Last week we pointed out that the success of a “buyers’ strike,” like a “boycott” campaign, depends to a large degree on the reaction of the “consumers” and that the category of “consumer” includes all classes and sections of the population. Active union militants man the picket lines in front of the stores. The small business man, the professional, and even the apathetic or uneducated workers watch the line and then go in to buy or not, as they see fit.

During a period when there is a shortage of commodities, the fate of a buyers’ strike is even more directly affected by middle class elements. A greater proportion of the available goods can be shifted by the capitalist into non-working class areas and neighborhoods in order to minimize the possible effects of the “buyers’ strike.”

“But,” it might be objected, “isn’t it true that the working class must get the support of the millions of middle class people if it is to have real success?” Yes, that is true. But all experience of the working class movement in every country has proved that the labor movement can win the sympathy and aid of the middle classes only when the workers themselves show that they are united behind a fighting program that can really provide the answers to the problems that all the people face.
 

Buyers’ Strike Alone Is Not Enough

Buyers’ strikes will NOT provide such a program! How unified and determined does the labor movement show itself in the buyers’ strikes? CIO and AFL union men and women picket on the outside, appealing to all to refuse to buy. But on the inside, CIO or AFL union men are at work selling to whoever crosses the line. And as one looks out of the store window he sees other union men delivering the products to be sold. This absurdity reached its height in Detroit recently when a CIO retail union objected to the picketing of union shops during a buyers’ strike demonstration.

Such a policy is not good enough. If mass groups of consumers could enter a store and with the cooperation of the committee of the retail workers buy goods at low prices ... THAT would be quite appealing to the middle classes and we may be sure that they would rally to SUCH an idea. If union and consumers’ committees did actually COMPEL the sale of goods at low prices, all people, except a small group of plutocrats, would hail these committees as a great blessing.

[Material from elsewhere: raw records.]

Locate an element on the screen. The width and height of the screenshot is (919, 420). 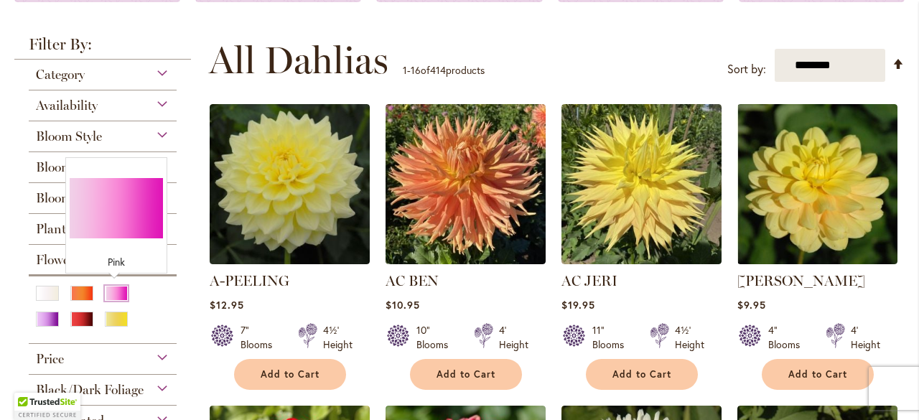
span: Flower Color is located at coordinates (71, 260).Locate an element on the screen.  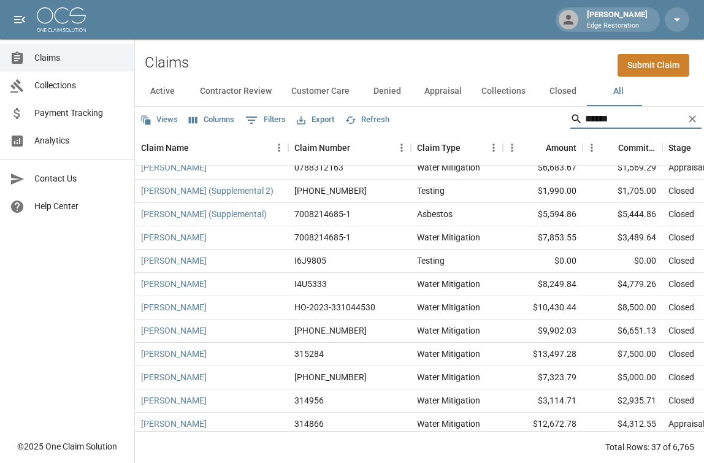
div: Search is located at coordinates (636, 120). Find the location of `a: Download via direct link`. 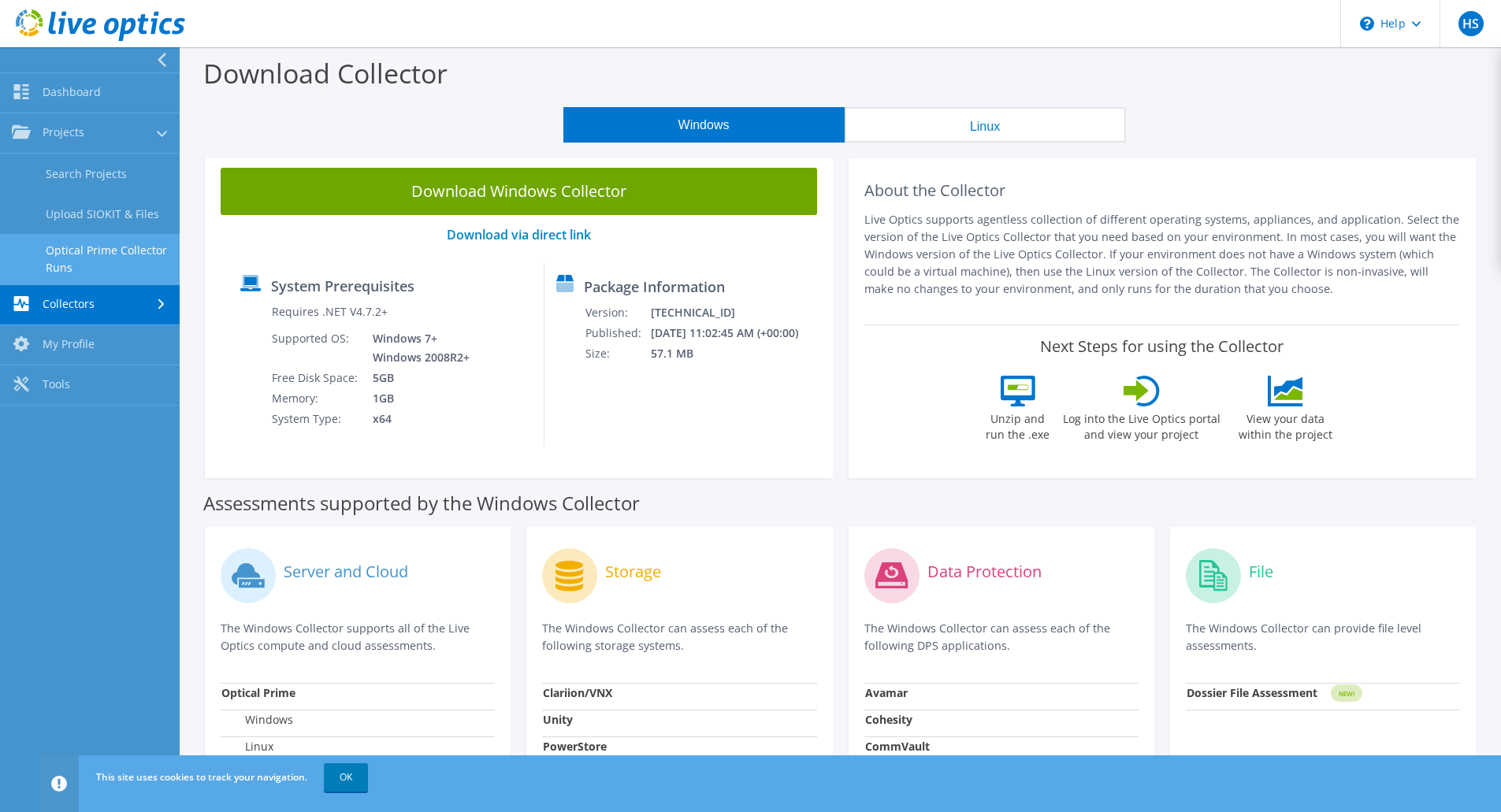

a: Download via direct link is located at coordinates (518, 235).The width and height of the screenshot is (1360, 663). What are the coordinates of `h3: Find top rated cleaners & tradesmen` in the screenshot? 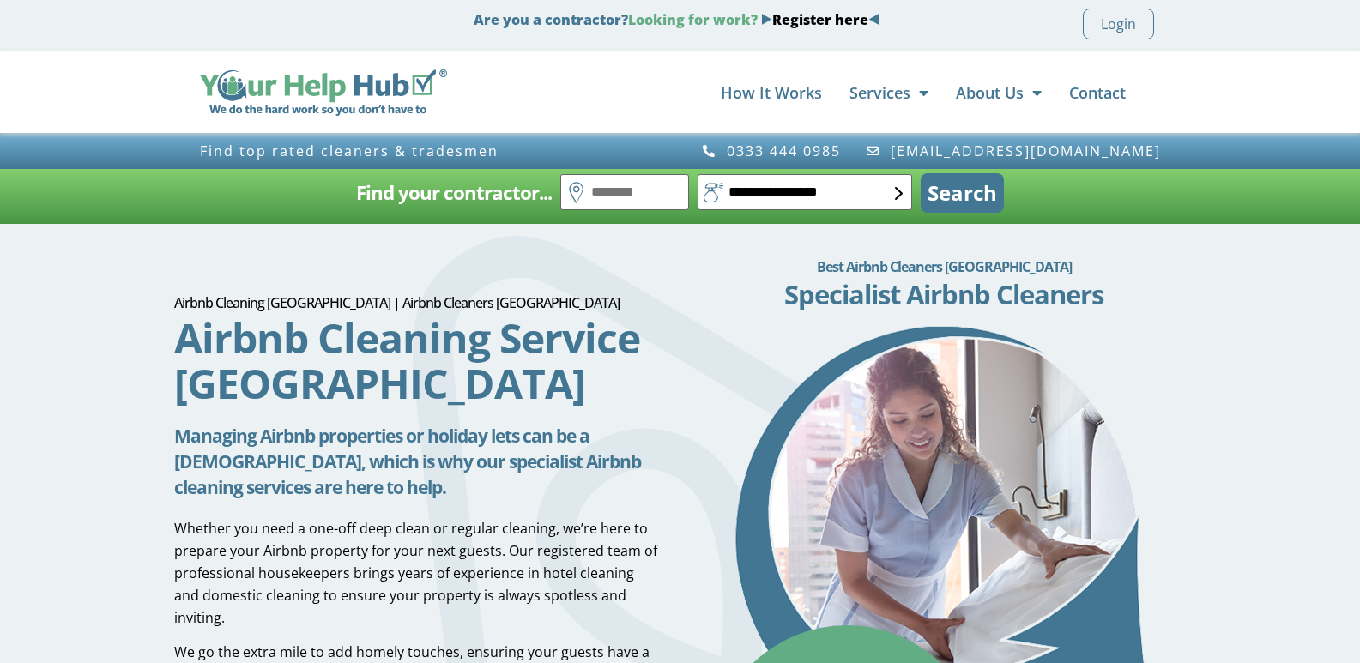 It's located at (436, 151).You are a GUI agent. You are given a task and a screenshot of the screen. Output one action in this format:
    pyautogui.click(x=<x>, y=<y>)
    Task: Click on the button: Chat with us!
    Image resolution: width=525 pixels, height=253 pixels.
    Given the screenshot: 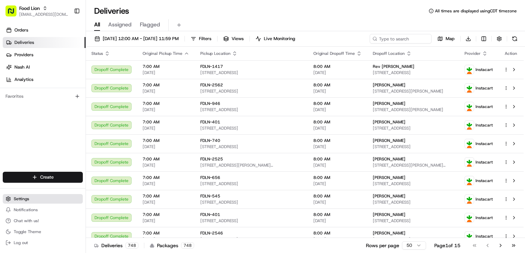 What is the action you would take?
    pyautogui.click(x=43, y=221)
    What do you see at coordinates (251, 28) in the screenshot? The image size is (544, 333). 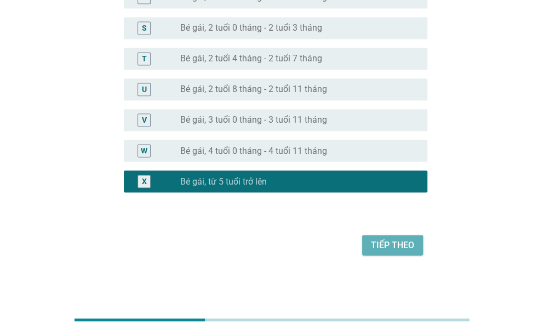 I see `label: Bé gái, 2 tuổi 0 tháng - 2 tuổi 3 tháng` at bounding box center [251, 28].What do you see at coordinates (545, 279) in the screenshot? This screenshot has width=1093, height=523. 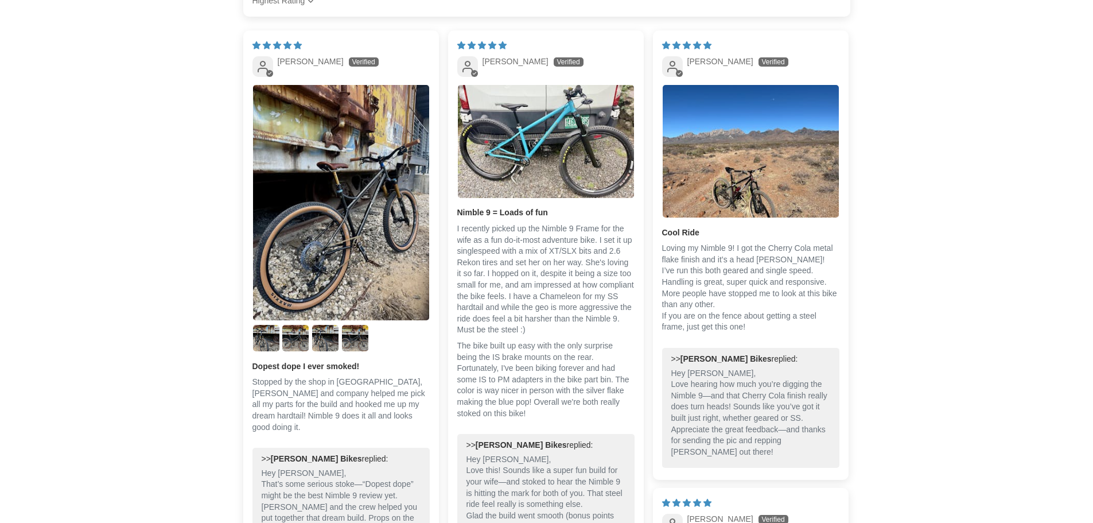 I see `p: I recently picked up the Nimble 9 Frame for the wife as a fun do-it-most adventure bike. I set it...` at bounding box center [545, 279].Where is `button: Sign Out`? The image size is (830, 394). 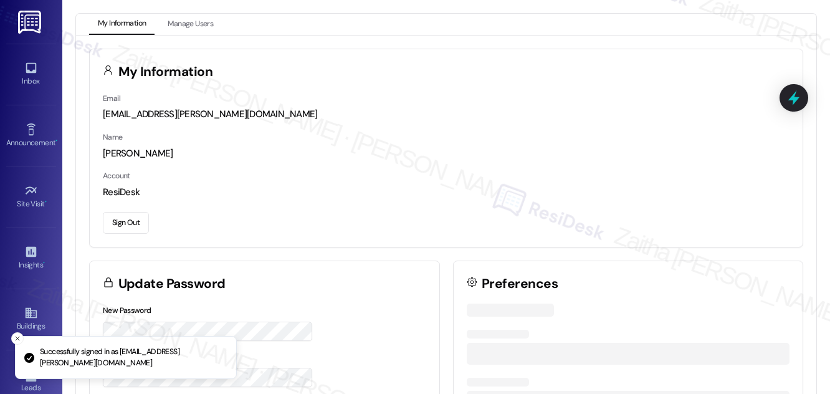 button: Sign Out is located at coordinates (126, 223).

But for a retail clerk to sell a shirt at a low price, a truck driver would have to deliver it at a low price and committees of union drivers would have to act as inspectors. And the price of the shirt as it leaves the factory and goes to the truck driver would have to be controlled by committees in the factories. Likewise with the raw materials, the cloth that goes into the shirts, and the coal that is used to turn the machines that produce the cloth, and the steel that goes into the machines and the iron ore that goes to make the steel.
 

Workers Need to Control Production and Prices

A solid strike can quickly defeat an employer when the supply of his goods is shut off. A strike is one means of controlling production ... that is, a means of cutting it off completely. But there are other methods of controlling production-already employed by the union movement. When workers on the assembly line agree to cut down on the speed of the line, they are controlling production to that extent. When the workers in the Wisconsin plant of Nash-Kelvinator refuse to work on cars with a a right-hand drive because they know that these are for export, they are controlling production. The control of production has many features and aspects. One of them is price control. If the worker organized into a union can control his own wages and hours, if he can seek to control his working conditions and his speed of work, why not control the price of the products which he himself works on?

That is the crux of the Workers Party program for price control. Committees of housewives and union workers can set the price of goods at each stage of production, distribution or sale. And these committees can be coordinated on a local and national scale just as the union movement itself.